Outlining the key digital trends accelerated by the transformed healthcare landscape in 2021—and their impact on pharma commercialization strategies going forward
Several key trends have been causing waves in the pharmaceutical industry and healthcare market in recent years, prompting changes in the way many companies operate. Many of these trends have been accelerated by the Covid-19 outbreak, requiring the sector to adapt even more rapidly to minimize pandemic disruption. As a result, today’s healthcare landscape looks very different from the sector we were all familiar with just 24 months ago.
For example, remote and digital approaches to engagement with healthcare professionals (HCPs) and patients have been rising for many years. E-tools, such as individual and mass emails, as well as web portals and social media platforms, have increasingly been used to engage with HCPs and patients at times and on channels more convenient to them. However, despite these developments, traditional face-to-face engagement remained the mainstay prior to the pandemic due to:
Covid accelerated a shift in mindset, requiring pharmaceutical companies and healthcare providers across the globe to abruptly replace traditional face-to-face engagement. It necessitated a rise in the use of digital and remote channels to meet with HCPs, and ensured they had the information they needed to manage their patients effectively. It also required HCPs and pharmaceutical companies to consider how to support vulnerable patients with their healthcare needs remotely, in order to maintain social distancing to protect them from infection.
As a result of these rapid changes in ways of working, several trends have accelerated:
In addition to these changes in engagement and delivery models, we are seeing the pharma industry shift its focus toward drugs for rare diseases and orphan conditions, as well as cell and gene therapies. This will require an enormous shift in ways of working for pharma companies to ensure that the resources are in place to support the drug lifecycle. A number of areas will need additional support to ensure the success of new therapies, including scientific education, patient identification and reimbursement.
Elsewhere, the role of big data and analytics looms large in the industry. Whether it is understanding how, when and where to communicate with stakeholders, or understanding real-world treatment and its impacts, rich data has the potential to transform the development and delivery of treatment. The race is on to secure and integrate data, and build genuinely actionable insights. In the years to come, data-driven decision-making will no longer be a differentiator for pharma but a foundational expectation.
The agility challenge
To adapt to all of these changes effectively, there is a need to leverage digital technologies at all levels and across all aspects of the commercialization strategy, from HCP and patient engagement, to medical affairs and market access.
Many large, well-established companies struggle to adapt, as they are held back by legacy systems and outdated operational approaches that can be expensive and time-consuming to deconstruct and revitalize.
This can also prevent them from taking advantage of new technologies, such as artificial intelligence (AI) and machine learning (ML), across their commercialization strategies.
The need for agile support
Strategic partners can support in overcoming agility issues across a wide range of areas:
The future of commercialization
The commercial landscape for pharmaceuticals and healthcare is constantly shifting. While we are already seeing a partial shift back to old ways of working post-Covid, things will not return exactly to how they were before the outbreak.
Keeping up with this rapid evolution comes with risk—pharma companies don’t want to invest in teams and resources for new approaches that won’t always deliver a return.
However, the right strategic partner can take on this risk on their behalf, supporting them in adapting across the whole commercialization process. They can manage all the different and complex stakeholder engagements, providing pharma companies and healthcare providers with the agility and accountability they need to continue to meet the needs of their stakeholders, whatever the future holds.
About the author
Greg Flynn is President of Ashfield Engage.
References
1. Ipsos E-Detailing Benchmark, March 26-April 2, 2020
2. Sermo HCP Sentiment Series Part 6, May 2021, www.sermo.com/hcp-sentiment-study-series
3. STEM Healthcare Ltd Case Study Data and Benchmark Database 2021, www.stemhealthcare.com
4. Accenture, Reinventing relevance: New models for Pharma Engagement with Healthcare Providers in a COVID-19 World, May 2020.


DIRECTIONS → Return, from the listing below, each line where the word "equation" appears.
BEGIN DATA SUPPLIED
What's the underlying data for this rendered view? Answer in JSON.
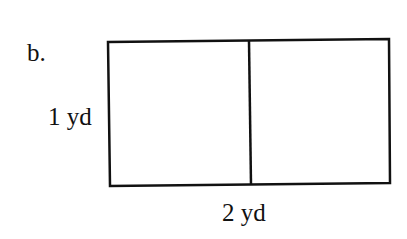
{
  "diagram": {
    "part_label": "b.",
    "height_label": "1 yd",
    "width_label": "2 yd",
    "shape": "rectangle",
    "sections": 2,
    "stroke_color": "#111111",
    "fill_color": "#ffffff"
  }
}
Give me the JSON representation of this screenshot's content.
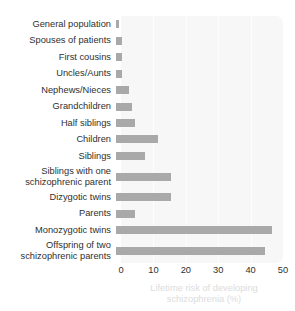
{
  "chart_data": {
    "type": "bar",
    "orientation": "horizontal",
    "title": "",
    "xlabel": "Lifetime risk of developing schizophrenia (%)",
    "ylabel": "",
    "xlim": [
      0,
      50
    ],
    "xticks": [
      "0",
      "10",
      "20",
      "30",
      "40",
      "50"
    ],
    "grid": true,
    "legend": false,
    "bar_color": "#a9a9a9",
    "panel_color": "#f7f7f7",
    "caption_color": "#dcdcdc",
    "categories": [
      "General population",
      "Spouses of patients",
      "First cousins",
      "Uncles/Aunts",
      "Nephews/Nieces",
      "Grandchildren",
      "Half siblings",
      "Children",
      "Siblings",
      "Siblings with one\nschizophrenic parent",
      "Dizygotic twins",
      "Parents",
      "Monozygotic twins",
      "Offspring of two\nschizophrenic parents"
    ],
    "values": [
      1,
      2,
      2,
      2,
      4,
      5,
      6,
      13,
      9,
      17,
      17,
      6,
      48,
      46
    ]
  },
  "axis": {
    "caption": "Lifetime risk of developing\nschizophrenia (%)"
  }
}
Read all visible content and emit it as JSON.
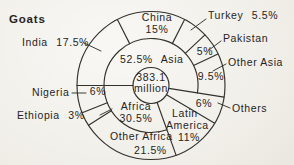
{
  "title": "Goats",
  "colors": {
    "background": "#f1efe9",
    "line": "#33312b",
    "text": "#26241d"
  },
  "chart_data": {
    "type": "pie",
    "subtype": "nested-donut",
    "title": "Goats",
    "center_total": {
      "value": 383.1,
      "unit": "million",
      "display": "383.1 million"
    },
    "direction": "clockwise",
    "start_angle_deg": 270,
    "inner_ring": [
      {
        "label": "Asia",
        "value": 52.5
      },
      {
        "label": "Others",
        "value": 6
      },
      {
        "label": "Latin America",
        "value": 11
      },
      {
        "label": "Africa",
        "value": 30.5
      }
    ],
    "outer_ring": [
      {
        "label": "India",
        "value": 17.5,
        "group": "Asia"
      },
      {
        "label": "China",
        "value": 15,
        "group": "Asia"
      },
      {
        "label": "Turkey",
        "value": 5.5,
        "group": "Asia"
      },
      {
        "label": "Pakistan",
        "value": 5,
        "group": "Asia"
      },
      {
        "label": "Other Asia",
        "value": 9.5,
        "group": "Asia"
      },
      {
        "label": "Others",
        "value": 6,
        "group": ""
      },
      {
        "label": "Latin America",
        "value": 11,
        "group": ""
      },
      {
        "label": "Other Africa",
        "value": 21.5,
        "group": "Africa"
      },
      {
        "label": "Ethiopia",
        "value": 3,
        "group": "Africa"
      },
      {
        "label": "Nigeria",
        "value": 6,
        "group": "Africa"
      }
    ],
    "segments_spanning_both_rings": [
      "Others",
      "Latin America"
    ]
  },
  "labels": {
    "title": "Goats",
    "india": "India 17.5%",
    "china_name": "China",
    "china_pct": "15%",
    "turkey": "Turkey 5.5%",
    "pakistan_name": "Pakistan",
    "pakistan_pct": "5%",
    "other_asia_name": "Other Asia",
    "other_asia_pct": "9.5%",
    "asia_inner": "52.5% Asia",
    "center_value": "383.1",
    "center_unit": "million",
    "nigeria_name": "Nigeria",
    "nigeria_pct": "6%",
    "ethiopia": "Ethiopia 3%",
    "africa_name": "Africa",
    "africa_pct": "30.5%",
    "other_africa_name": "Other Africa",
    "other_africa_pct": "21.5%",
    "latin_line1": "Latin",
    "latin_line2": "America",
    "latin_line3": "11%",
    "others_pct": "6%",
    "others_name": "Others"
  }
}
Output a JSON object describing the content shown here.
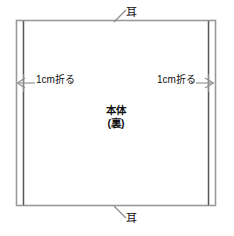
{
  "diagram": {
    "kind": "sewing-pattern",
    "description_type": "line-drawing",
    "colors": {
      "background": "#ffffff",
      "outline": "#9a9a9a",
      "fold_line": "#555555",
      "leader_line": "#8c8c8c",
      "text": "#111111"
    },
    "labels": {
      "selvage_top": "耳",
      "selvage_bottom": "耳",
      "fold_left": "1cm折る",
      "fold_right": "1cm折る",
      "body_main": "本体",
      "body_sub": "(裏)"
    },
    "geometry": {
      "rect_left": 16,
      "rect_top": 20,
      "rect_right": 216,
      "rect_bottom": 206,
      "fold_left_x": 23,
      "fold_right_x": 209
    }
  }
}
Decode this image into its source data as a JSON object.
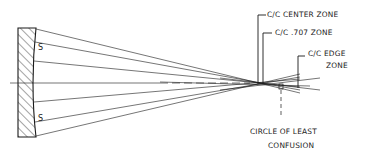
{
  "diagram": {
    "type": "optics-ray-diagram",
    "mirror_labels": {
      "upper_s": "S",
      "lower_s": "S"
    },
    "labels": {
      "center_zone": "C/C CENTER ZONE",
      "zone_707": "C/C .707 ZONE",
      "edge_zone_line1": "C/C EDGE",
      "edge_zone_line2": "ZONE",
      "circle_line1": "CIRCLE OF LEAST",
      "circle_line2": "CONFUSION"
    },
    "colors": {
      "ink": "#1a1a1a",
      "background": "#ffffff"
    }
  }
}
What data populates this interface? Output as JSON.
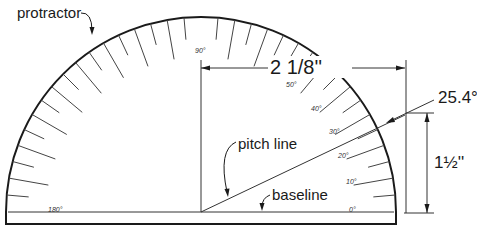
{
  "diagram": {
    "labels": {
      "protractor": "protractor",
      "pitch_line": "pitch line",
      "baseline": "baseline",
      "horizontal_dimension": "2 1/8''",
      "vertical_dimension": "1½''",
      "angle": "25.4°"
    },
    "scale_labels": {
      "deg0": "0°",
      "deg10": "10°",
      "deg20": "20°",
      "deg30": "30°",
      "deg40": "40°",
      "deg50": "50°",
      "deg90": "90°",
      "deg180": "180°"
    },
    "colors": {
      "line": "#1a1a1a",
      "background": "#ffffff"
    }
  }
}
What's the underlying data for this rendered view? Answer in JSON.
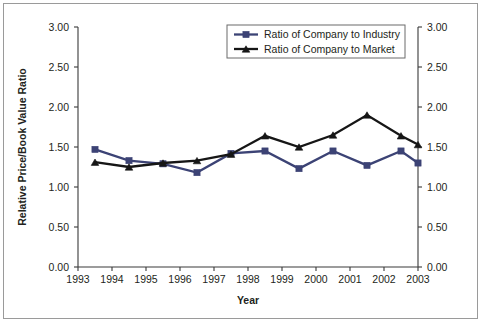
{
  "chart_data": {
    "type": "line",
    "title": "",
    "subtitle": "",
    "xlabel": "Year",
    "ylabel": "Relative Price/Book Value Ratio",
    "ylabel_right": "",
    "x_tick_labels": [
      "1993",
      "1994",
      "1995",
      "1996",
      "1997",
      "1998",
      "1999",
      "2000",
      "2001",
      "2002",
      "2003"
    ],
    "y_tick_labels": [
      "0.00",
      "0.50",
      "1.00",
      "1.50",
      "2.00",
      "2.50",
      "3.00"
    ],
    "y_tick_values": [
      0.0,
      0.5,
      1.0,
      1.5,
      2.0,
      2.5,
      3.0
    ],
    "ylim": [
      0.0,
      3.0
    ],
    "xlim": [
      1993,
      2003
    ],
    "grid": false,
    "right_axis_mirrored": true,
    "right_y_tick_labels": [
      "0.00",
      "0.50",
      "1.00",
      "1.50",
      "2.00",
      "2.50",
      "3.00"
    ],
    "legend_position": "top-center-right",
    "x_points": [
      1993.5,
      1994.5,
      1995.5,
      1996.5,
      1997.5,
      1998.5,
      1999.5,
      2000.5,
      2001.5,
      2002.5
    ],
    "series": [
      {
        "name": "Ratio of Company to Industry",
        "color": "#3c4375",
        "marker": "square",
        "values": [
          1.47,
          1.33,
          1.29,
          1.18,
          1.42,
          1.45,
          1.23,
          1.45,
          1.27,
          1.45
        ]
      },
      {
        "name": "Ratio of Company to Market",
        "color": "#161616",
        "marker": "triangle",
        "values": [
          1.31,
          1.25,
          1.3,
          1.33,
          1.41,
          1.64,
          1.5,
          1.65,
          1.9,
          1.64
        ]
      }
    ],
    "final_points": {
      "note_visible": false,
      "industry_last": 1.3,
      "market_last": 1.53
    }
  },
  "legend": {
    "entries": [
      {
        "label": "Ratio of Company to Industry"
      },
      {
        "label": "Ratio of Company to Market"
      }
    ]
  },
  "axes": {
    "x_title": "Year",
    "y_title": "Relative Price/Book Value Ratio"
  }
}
END DATA SUPPLIED
BEGIN DATA SUPPLIED
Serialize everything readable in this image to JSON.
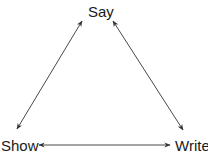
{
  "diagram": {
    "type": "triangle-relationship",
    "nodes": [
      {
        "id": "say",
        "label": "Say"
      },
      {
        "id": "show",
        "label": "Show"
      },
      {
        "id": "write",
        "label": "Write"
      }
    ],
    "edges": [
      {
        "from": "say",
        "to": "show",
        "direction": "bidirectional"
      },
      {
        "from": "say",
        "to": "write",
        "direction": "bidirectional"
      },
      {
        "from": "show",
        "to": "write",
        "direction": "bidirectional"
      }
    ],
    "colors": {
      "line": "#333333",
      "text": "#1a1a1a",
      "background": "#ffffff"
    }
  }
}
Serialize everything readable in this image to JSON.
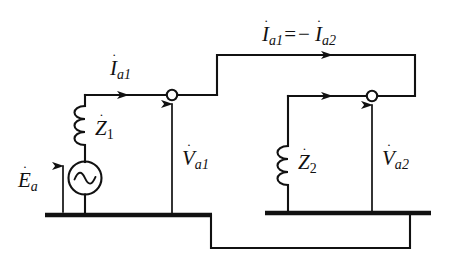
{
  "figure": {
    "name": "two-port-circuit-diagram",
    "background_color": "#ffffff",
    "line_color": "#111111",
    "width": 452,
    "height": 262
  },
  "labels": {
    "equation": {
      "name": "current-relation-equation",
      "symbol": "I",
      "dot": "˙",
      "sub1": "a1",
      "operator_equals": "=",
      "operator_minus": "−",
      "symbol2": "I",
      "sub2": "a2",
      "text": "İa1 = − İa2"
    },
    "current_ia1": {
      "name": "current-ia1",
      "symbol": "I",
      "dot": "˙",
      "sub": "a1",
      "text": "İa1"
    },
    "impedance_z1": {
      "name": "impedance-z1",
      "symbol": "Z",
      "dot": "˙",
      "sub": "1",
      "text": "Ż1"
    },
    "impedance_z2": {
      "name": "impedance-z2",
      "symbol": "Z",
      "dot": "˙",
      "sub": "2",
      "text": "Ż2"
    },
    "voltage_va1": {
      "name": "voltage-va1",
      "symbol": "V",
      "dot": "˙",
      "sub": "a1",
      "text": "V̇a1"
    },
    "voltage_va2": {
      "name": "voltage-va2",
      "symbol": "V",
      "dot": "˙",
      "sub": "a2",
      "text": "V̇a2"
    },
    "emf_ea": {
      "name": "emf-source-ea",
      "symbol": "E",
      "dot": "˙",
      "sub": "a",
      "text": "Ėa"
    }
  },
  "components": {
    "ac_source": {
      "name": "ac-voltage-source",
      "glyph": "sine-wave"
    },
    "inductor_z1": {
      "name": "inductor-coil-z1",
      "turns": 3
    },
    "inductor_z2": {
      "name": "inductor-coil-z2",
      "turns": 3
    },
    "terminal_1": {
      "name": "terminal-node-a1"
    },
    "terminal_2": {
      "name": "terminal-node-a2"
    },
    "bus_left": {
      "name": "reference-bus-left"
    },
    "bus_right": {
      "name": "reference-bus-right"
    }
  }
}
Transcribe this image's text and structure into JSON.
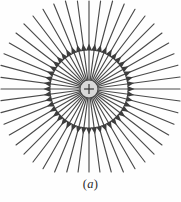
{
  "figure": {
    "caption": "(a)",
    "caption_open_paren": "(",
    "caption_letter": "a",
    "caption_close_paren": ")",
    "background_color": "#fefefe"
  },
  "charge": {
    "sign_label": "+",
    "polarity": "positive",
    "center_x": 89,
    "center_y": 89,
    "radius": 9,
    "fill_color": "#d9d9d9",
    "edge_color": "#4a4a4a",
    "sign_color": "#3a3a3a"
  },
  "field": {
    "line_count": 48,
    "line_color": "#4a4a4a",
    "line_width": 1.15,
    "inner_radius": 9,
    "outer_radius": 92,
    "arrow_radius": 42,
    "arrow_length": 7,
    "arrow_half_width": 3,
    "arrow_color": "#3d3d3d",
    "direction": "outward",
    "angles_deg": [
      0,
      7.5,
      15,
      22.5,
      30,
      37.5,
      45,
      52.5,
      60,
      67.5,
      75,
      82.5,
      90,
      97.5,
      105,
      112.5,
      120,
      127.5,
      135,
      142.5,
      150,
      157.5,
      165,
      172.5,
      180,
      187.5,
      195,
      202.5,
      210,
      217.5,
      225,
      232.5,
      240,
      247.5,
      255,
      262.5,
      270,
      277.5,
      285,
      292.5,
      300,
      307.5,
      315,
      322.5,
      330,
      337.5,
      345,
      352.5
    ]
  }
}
END DATA SUPPLIED
OUTPUT FOR THIS EXERCISE →
    "equation": {
      "name": "current-relation-equation",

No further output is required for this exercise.